Discussion Starters You Can Use Tomorrow

  • What is an everyday task you do, and can you think of two different algorithms for doing it?
  • Why do you think computer programmers care so much about saving even a few steps?
  • How could a loop make a long set of repeated instructions shorter?

Bringing It Home

This topic is a natural one for families. One ten-minute activity to try: Together, pick a simple task like making a sandwich or setting the table, and write down the exact steps as an algorithm. Then see if you can find a second way to do the same task and count the steps in each. Talk about which algorithm is more efficient and why, and whether any steps could be removed.

Where This Leads

Students who can model, compare, and refine more than one algorithm for the same task and determine which one is the most efficient are building skills used every day in software programming, video game design, logistics and route planning, robotics engineering, and data science.

Part of the Complete Grade 5 Computer Science Curriculum

This lesson covers just one standard. It is part of a complete grade 5 computer science curriculum aligned to every Oklahoma OAS CS standard.
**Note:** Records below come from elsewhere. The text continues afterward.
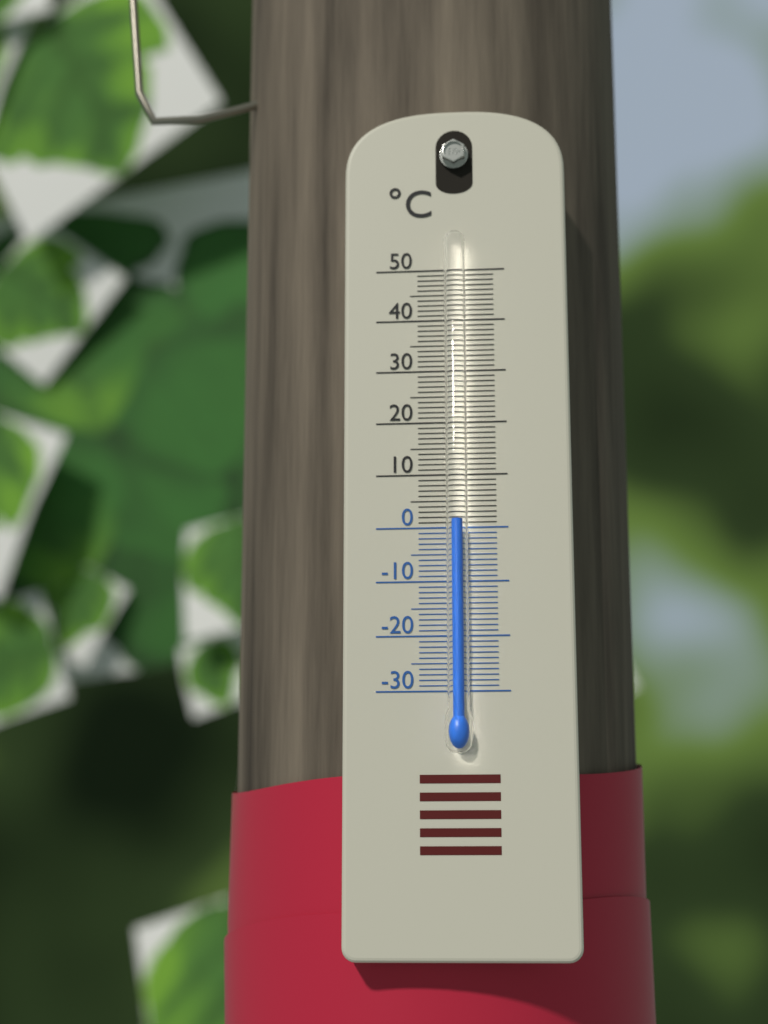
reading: 1 °C
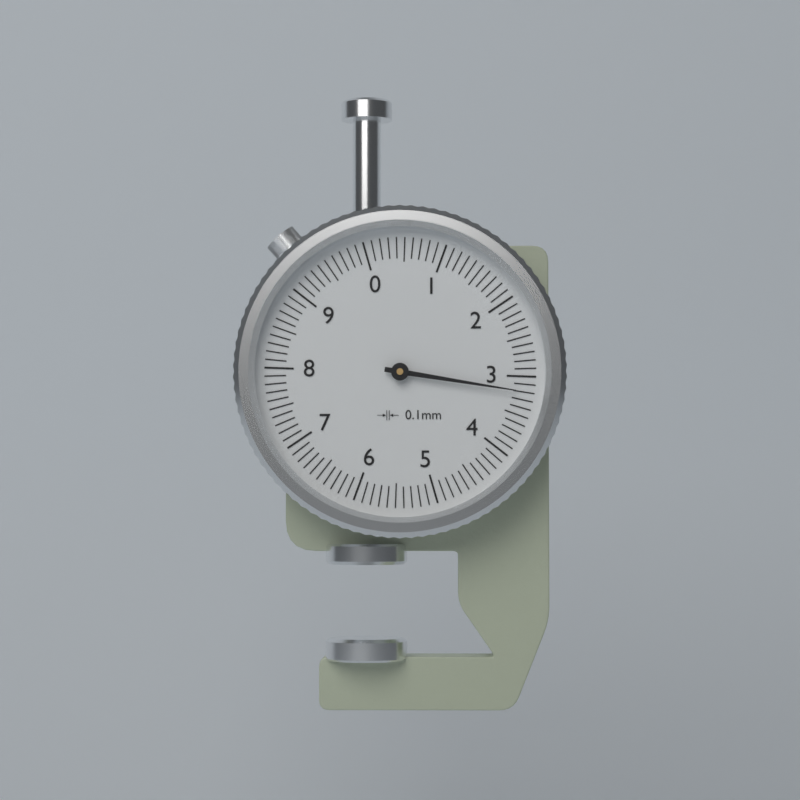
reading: 3.2 mm
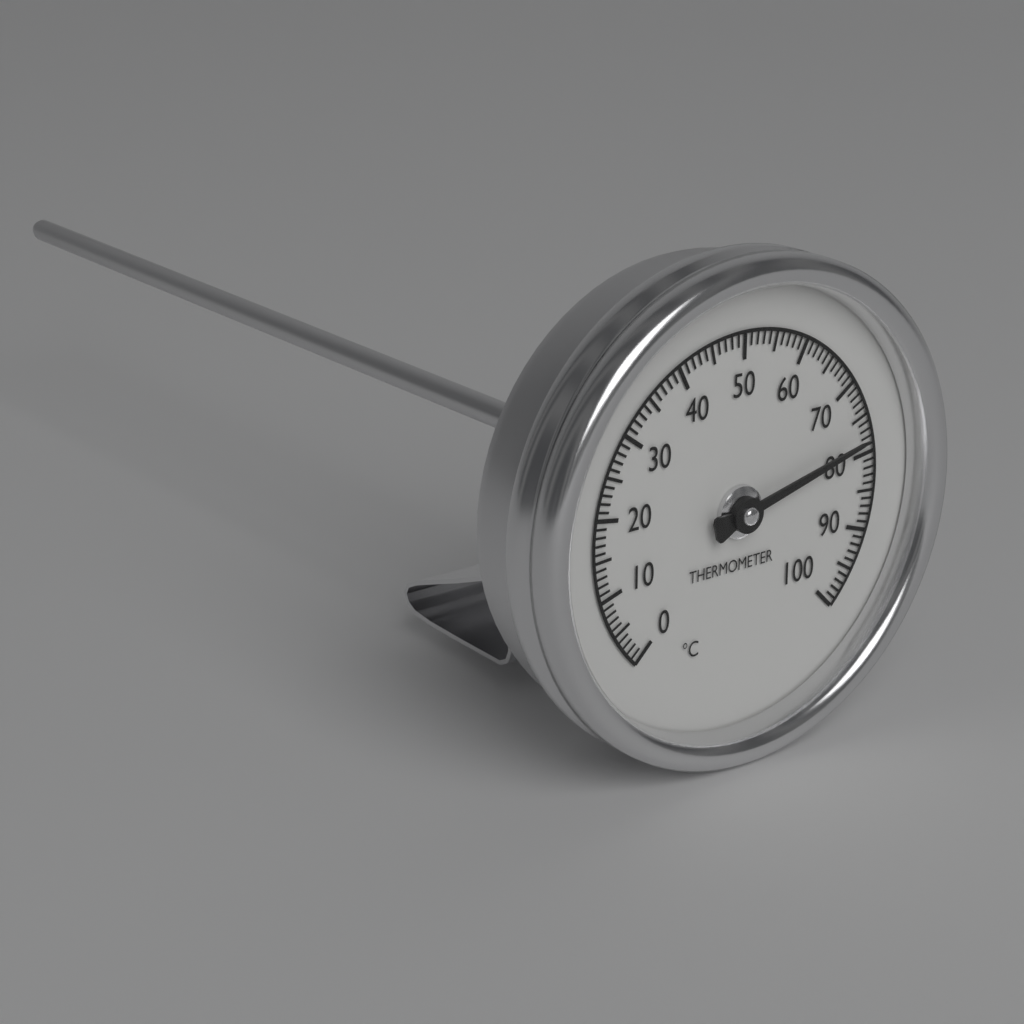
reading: 78 °C
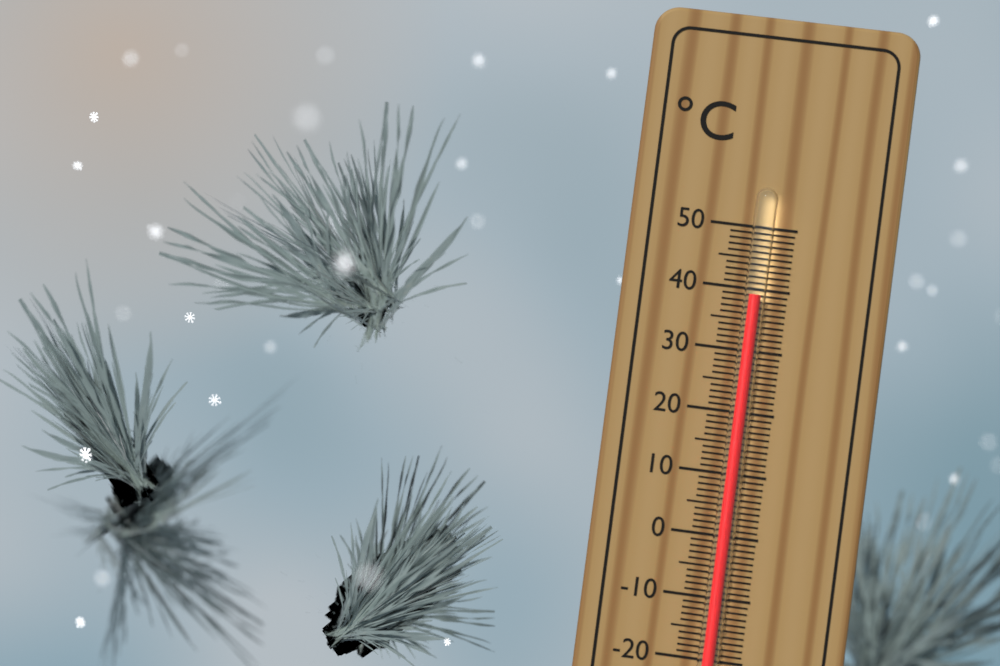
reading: 39 °C
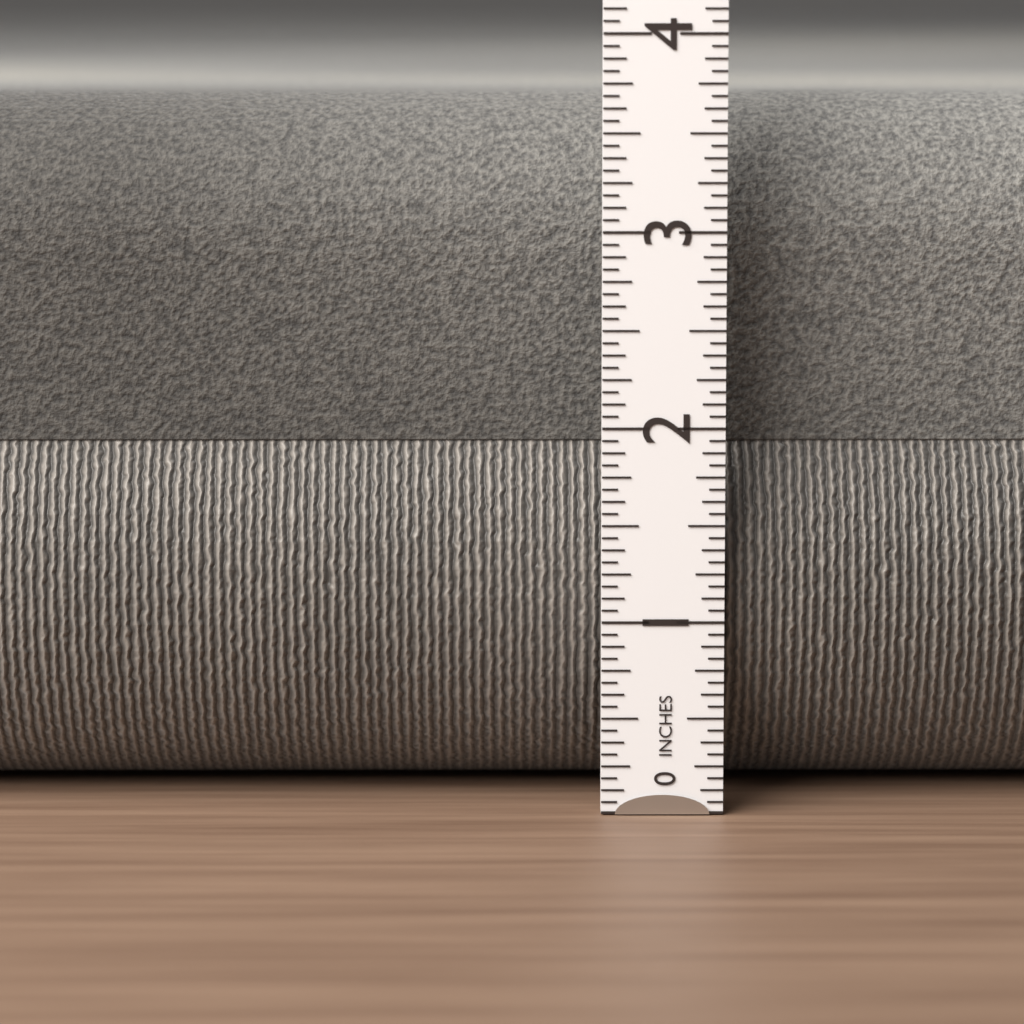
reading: 3.6875 in
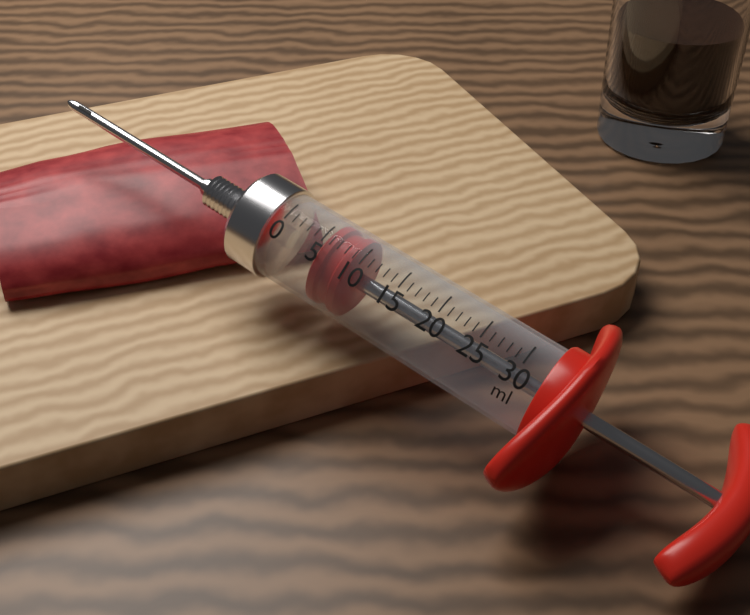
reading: 5 ml
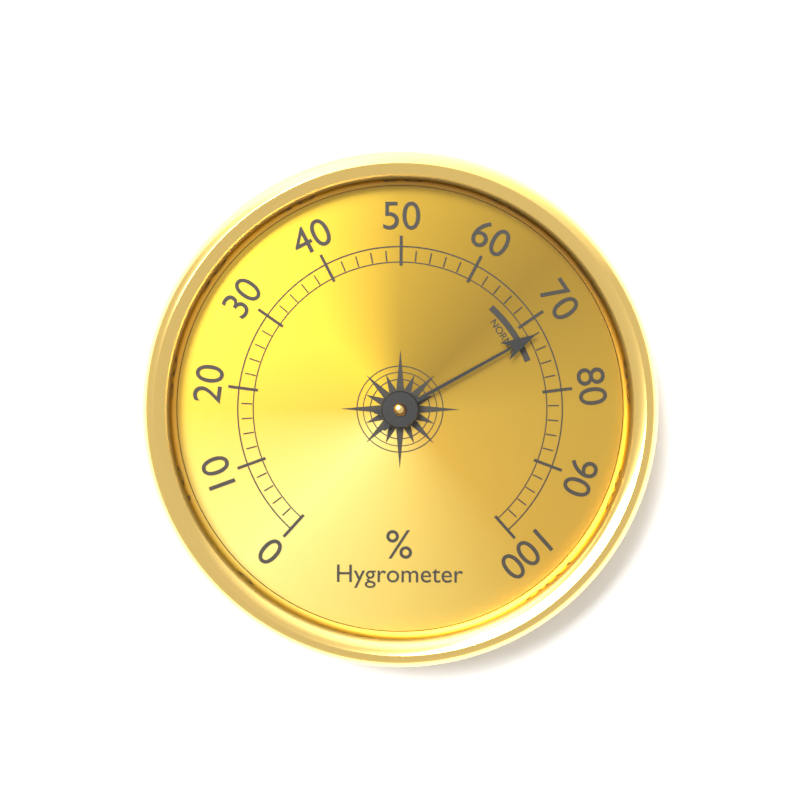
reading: 72 %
See the full listing — every standard, organized by strand — here: Grade 5 Computer Science Curriculum: Every Oklahoma OAS CS Standard.

See the Unit in Action

Get the Complete 5.AP.A.01 Unit

I built a complete, no-prep unit for this standard — Comparing and Refining Algorithms to Find the Most Efficient — covering 3-4 days of instruction across 37 pages:

  • Teacher guide — day-by-day pacing, misconceptions to watch for, discussion questions, differentiation for support / ELL / extension, and a 4-point rubric
  • Student learning target page — a kid-friendly "I can" statement with success criteria
  • Full content lesson with 3 embedded "Check Your Understanding" checkpoints
  • 12-question assessment (6 multiple choice, 4 true/false, 2 short answer) with a complete answer key, explanations, and exemplar responses
  • Group activity — "Two Ways to Sort: Compare the Algorithms" (25-30 minutes)
  • Individual activity — "Refine the Algorithm" (15-20 minutes)
  • Crossword and word search built from all 13 vocabulary terms (with answer keys)
  • Family connection letter — a plain-language page for parents, with dinner-table questions and a 10-minute home activity
  • Certificate of achievement — ready to sign and send home
  • Compare Two Algorithms Recording Sheet (separate printable, 1 page)
  • Algorithms & Efficiency Reference Notes (separate printable, 1 page)
  • Refine the Algorithm (separate printable, 1 page)

Get Comparing and Refining Algorithms on Teachers Pay Teachers →

Also aligned to CSTA 1B-AP-08: Compare and refine multiple algorithms for the same task and determine which is the most appropriate.

Every Sooner Standards resource is built directly from the official Oklahoma Academic Standards for Computer Science (February 2023) — standard text verified, never paraphrased from memory.